One of the greatest competitive advantages a retailer has today is the ability to verify and approve good customer transactions as fast as possible, while at the same time decreasing the business’ risk of fraud.
The impact of the pandemic has had a tremendous effect on eCommerce.
Online spending soared from $3.4 trillion in 2019 to over $4.2 trillion in 2020, with over two billion people buying products or services online.
eCommerce, in fact, has been on an upward trajectory since its inception, with the proportion of retailers’ online revenues up over 2500% since 19992.
By 2023, eCommerce is expected to generate over $700 billion3 in the US and nearly $6 trillion globally.
Along with the rich growth in sales comes the risk for fraudulent activity, driving merchants to create fraud prevention strategies in-house or in collaboration with external partners.
While critical, simply mitigating fraud is only part of the picture: vendors need to ensure the experience of valid customers is not marred by well-meaning, but poorly executed, fraud prevention tactics. Merchants need to ask themselves: Are they losing customers who have become frustrated by
having legitimate purchases incorrectly rejected? Can their current customer identity validation strategies identify, much less correct, these errors?
How can they gain superior data efficacy, organizational visibility, and optimize their customer experiences?
Niall Whelan is the Principal Data Scientist for Ekata in Asia Pacific.
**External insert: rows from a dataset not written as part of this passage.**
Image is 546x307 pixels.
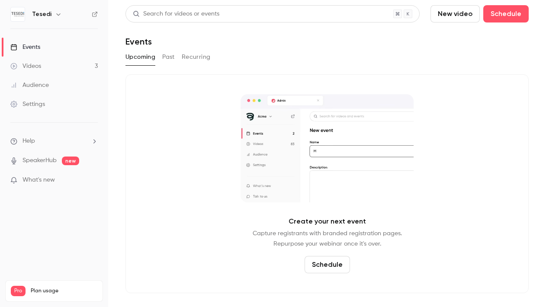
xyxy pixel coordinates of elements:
[22,137,35,146] span: Help
[288,216,366,227] p: Create your next event
[11,7,25,21] img: Tesedi
[10,137,98,146] li: help-dropdown-opener
[85,296,97,304] p: / 90
[252,228,402,249] p: Capture registrants with branded registration pages. Repurpose your webinar once it's over.
[125,50,155,64] button: Upcoming
[182,50,211,64] button: Recurring
[10,62,41,70] div: Videos
[304,256,350,273] button: Schedule
[162,50,175,64] button: Past
[133,10,219,19] div: Search for videos or events
[430,5,479,22] button: New video
[11,296,27,304] p: Videos
[10,81,49,89] div: Audience
[22,176,55,185] span: What's new
[10,100,45,109] div: Settings
[32,10,51,19] h6: Tesedi
[85,297,87,303] span: 3
[31,287,97,294] span: Plan usage
[87,176,98,184] iframe: Noticeable Trigger
[125,36,152,47] h1: Events
[483,5,528,22] button: Schedule
[11,286,26,296] span: Pro
[22,156,57,165] a: SpeakerHub
[62,156,79,165] span: new
[10,43,40,51] div: Events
He has been with Ekata for 6 months and prior to this has worked in the digital identity and fraud space with the device identification company Threatmetrix as a data scientist in Europe.
The work of a data scientist at Ekata involves developing solutions that allow companies across a wide breadth of industries to leverage both their own data and Ekata’s solutions to provide their customers a seamless & frictionless experience, while also stopping fraud early and efficiently.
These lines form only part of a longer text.